“What’s the purpose of writing?”  I would have once said, The communicative event.  That’s too lofty a response, but it has some chewable material.  The purpose of all sensible, sensate writing is communication, so that’s not a bad thing to have as a writer’s aim.  When that aim is successful, it’s often through a kind of ESP between the writer, sending out signals as ink marks on a page (or screen), and the reader, absorbing the message.  To paraphrase Stephen King, a creative writer puts thoughts into words, and then someone, in reading those words, sees into the author’s mind.

Worthy writing should lead us to a well-set table and give us the taste, texture, and smell of the food while capturing the difference between the meat and the mustard.  I try to put my mind, my brain, there on the page.  Though it may take some delving-into and adjustments to my idiom, when a reader feeds off my thoughts through my words, I’ve succeeded as a writer.

 . . . and the Target

Creative writing should be geared to an audience, even if a small one, in the same way an architect should have a theoretical client in mind when building a house.  For someone to understand and appreciate your work, it helps to have that person listening during the creative process.
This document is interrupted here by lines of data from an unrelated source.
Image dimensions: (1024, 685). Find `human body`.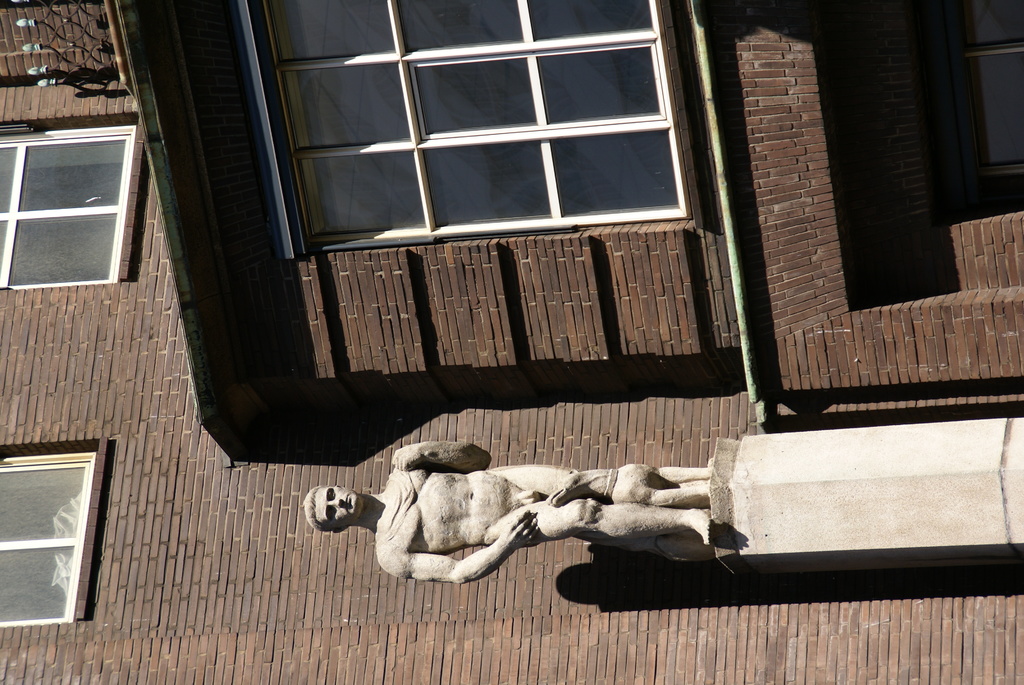
locate(317, 429, 703, 593).
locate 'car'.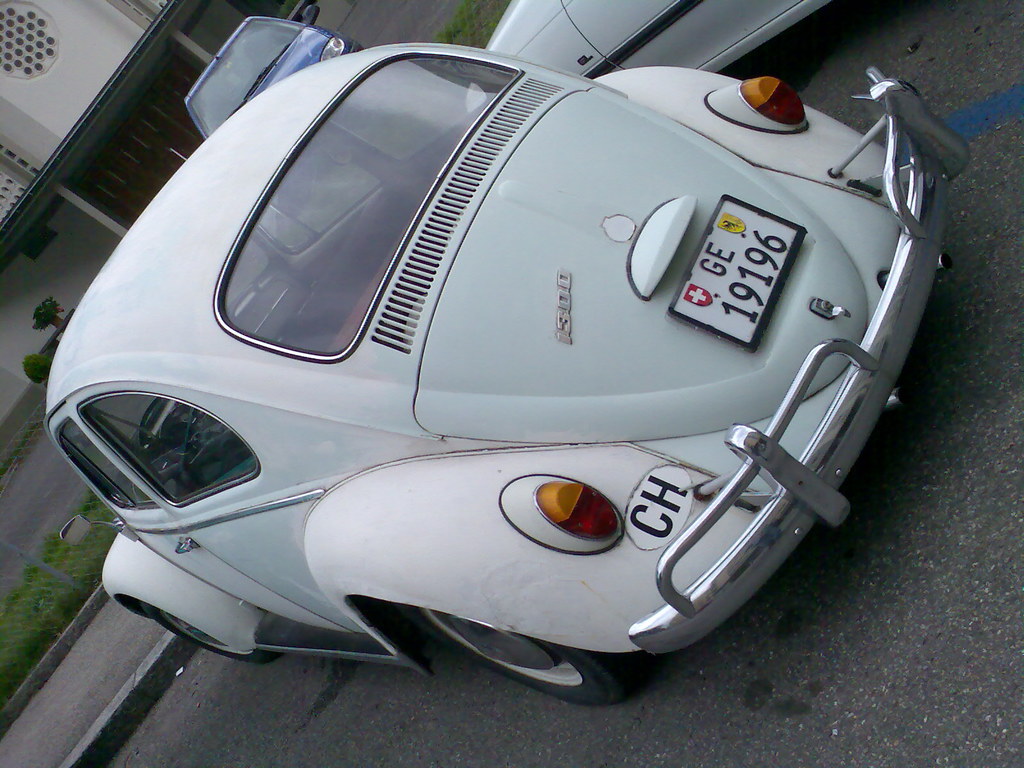
Bounding box: (x1=466, y1=0, x2=833, y2=137).
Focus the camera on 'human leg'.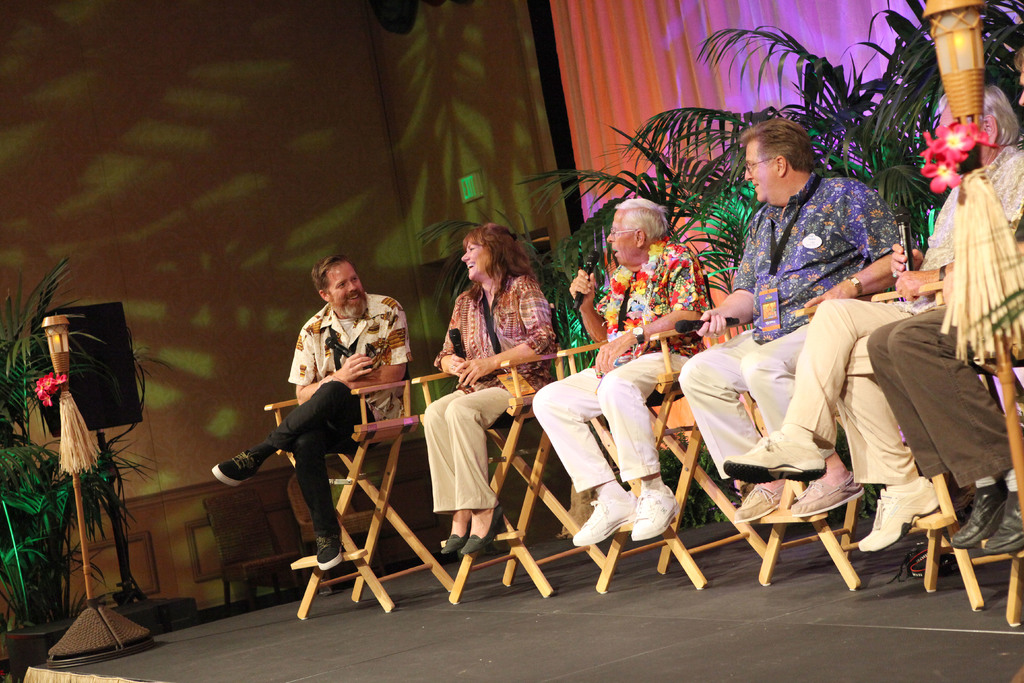
Focus region: [529, 361, 620, 547].
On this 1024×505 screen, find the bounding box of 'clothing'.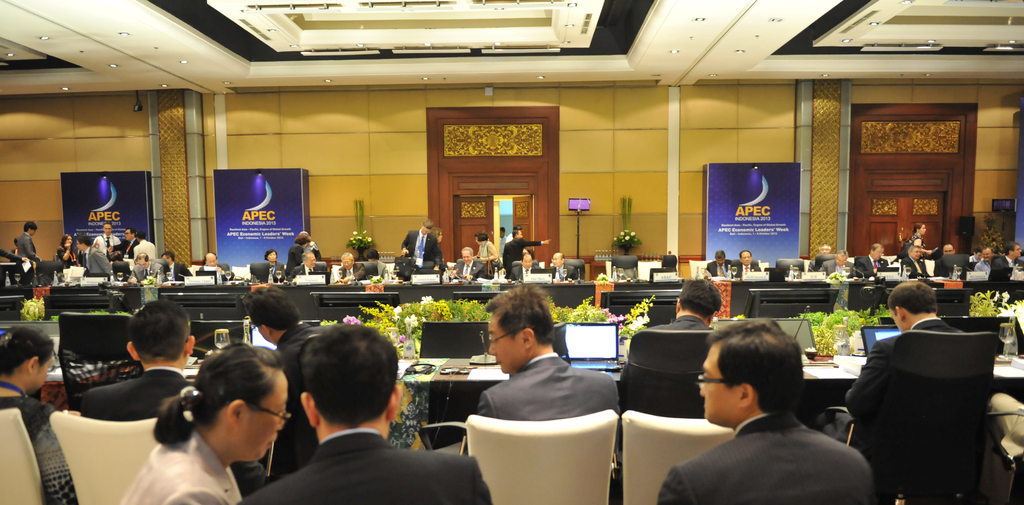
Bounding box: bbox(908, 231, 927, 256).
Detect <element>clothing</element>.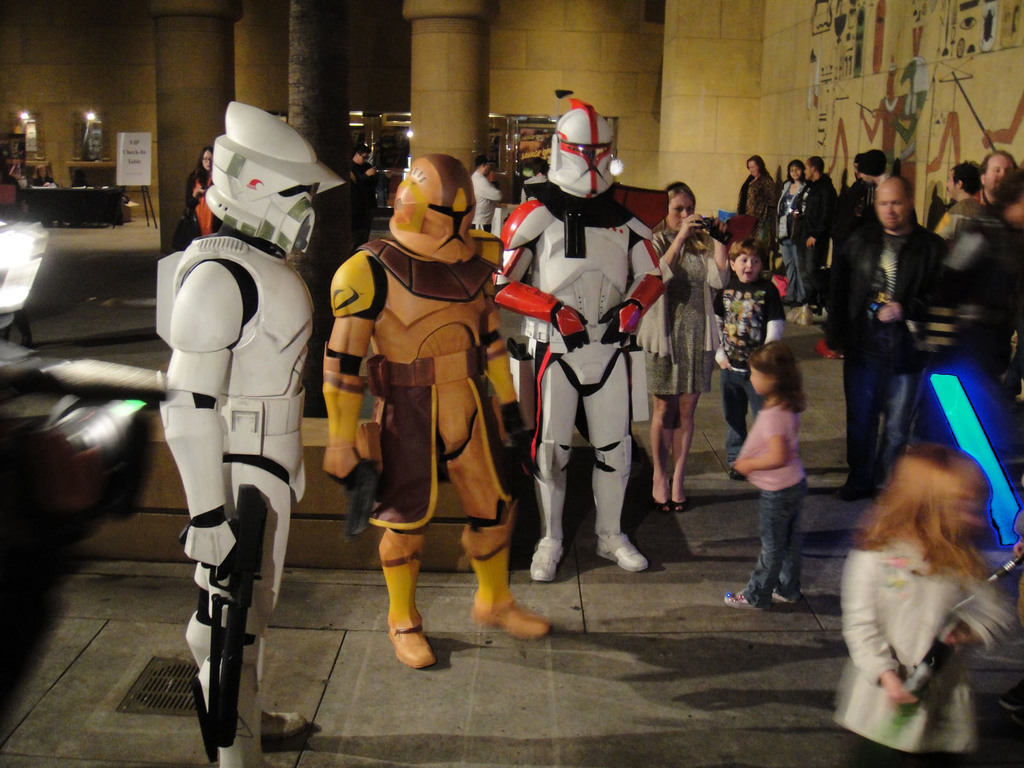
Detected at <region>180, 164, 229, 236</region>.
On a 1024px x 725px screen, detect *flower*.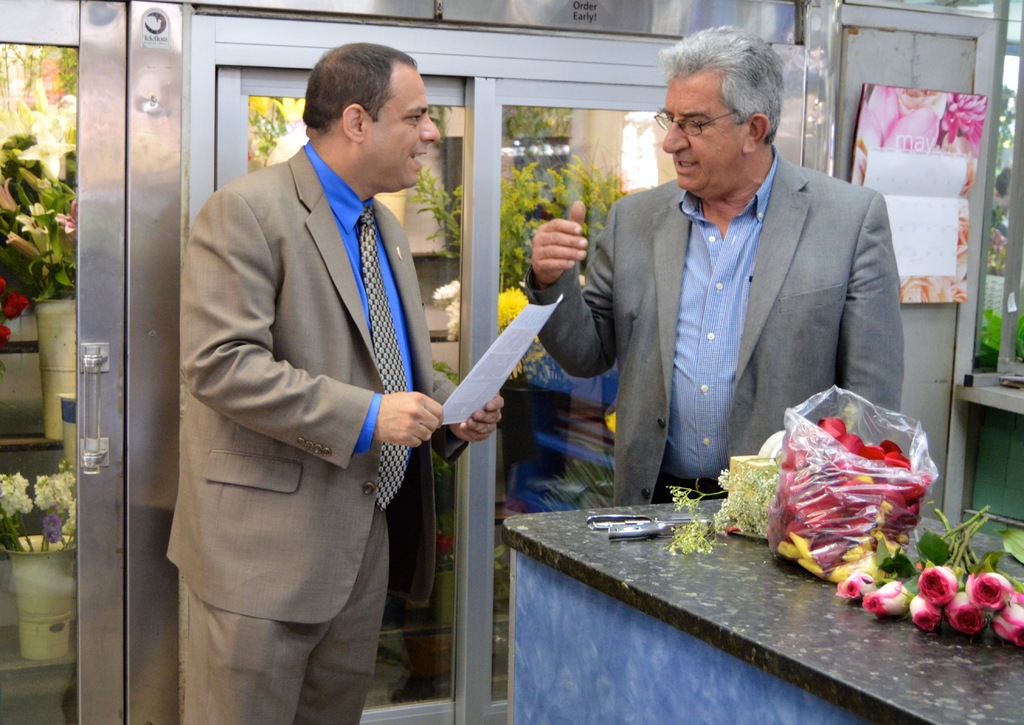
500 284 530 330.
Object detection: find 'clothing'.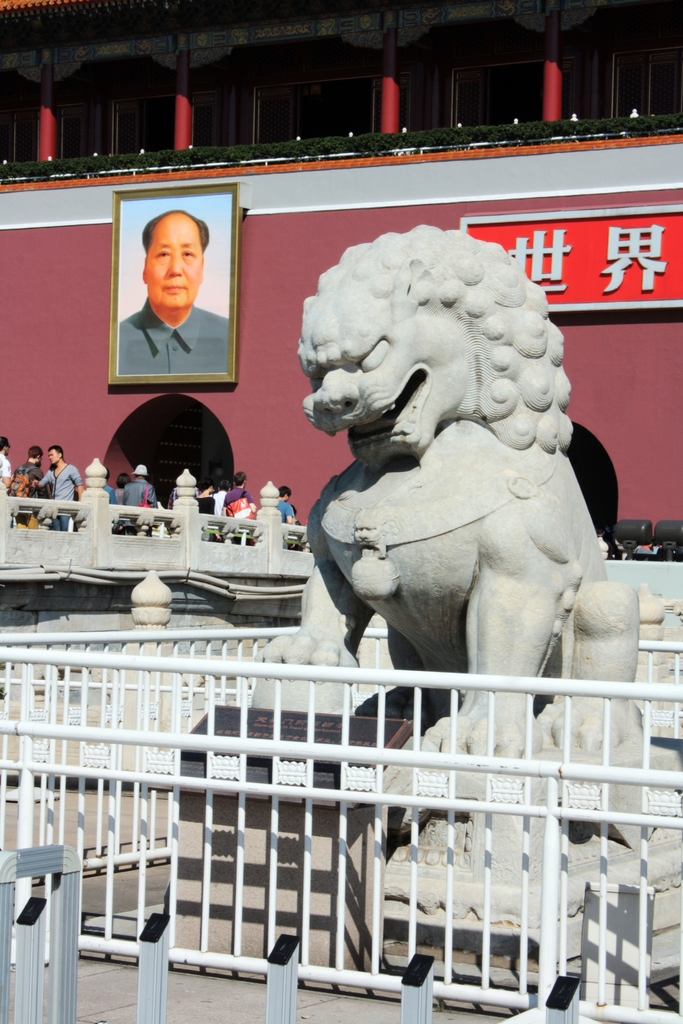
29,465,81,529.
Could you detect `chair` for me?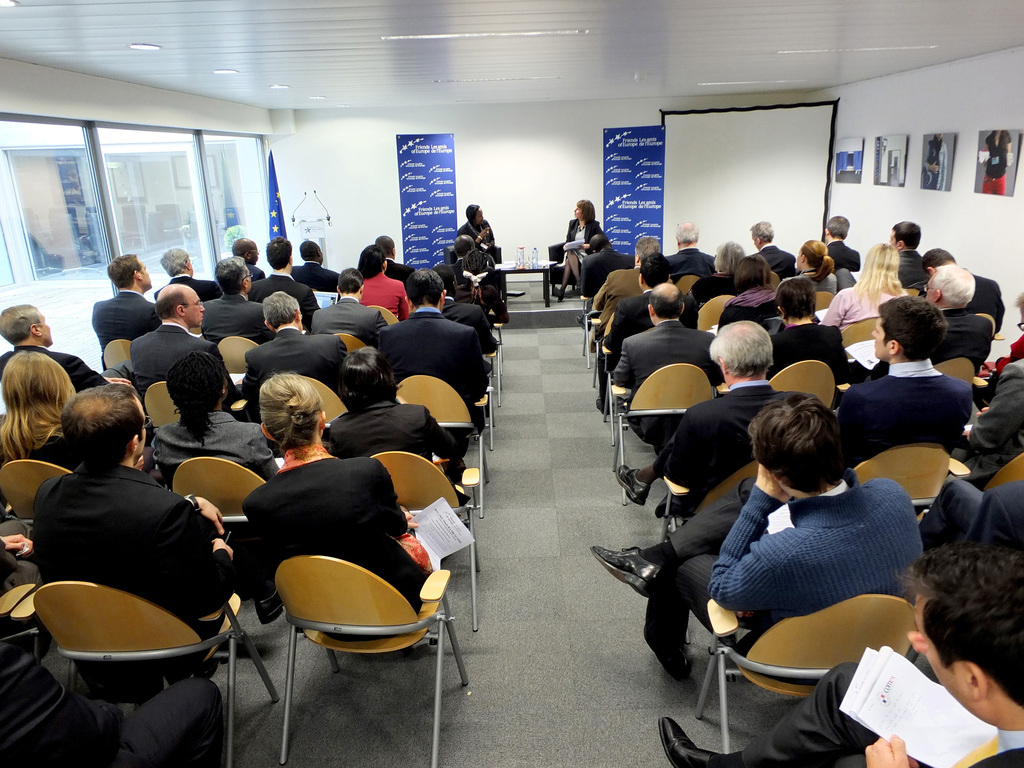
Detection result: <region>152, 381, 175, 436</region>.
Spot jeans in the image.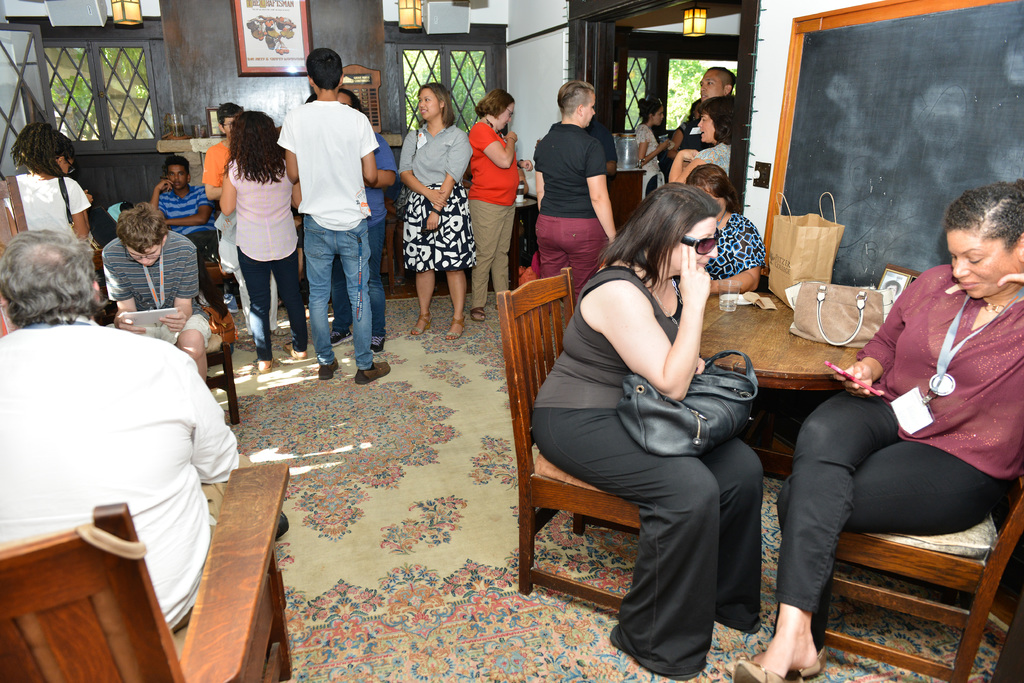
jeans found at [left=539, top=218, right=604, bottom=280].
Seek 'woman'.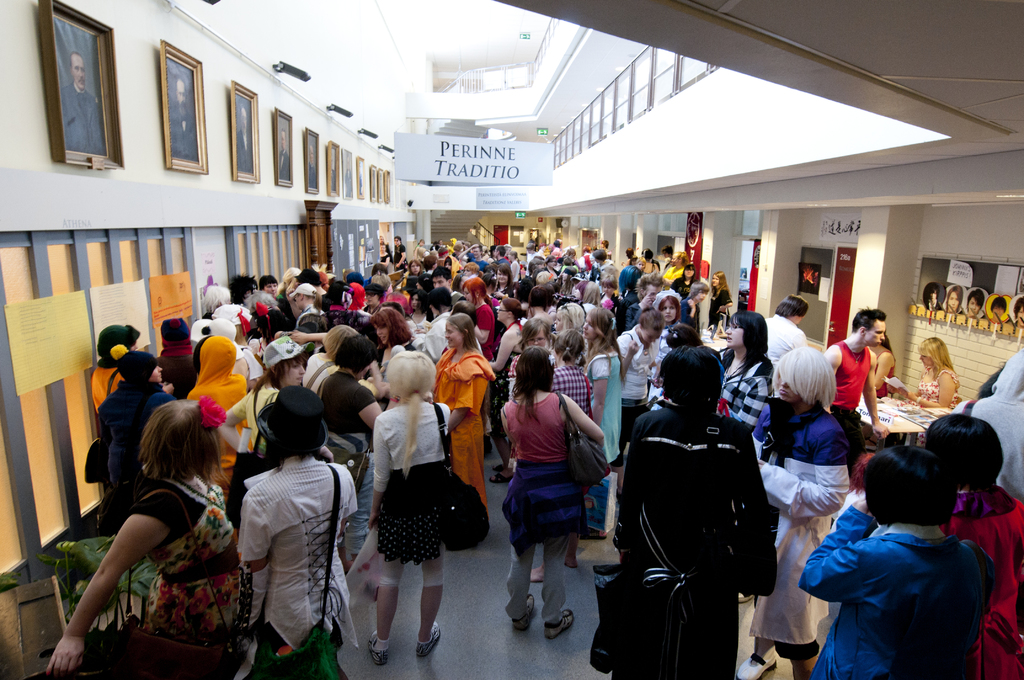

Readers with a sense of the world beyond their geographic and cultural borders are the ones I hope to reach.  I try to inoculate my plots and stories with character-driven themes and action.  If readers find imaginative adventure in this work, and an honest evolution of the characters, then much of my job is done.  If, by these actors, settings, and interactions, a reader re-frames some part of his/her outlook, receiving something fresh, something of value, then that’s a satisfying outcome for me.

The pleasures—and difficulties—of creative writing are that you may succeed.  If so, you’ll display your art in the most rewarding of theaters, the minds and emotions of others, but they will come to expect, and deserve, your best.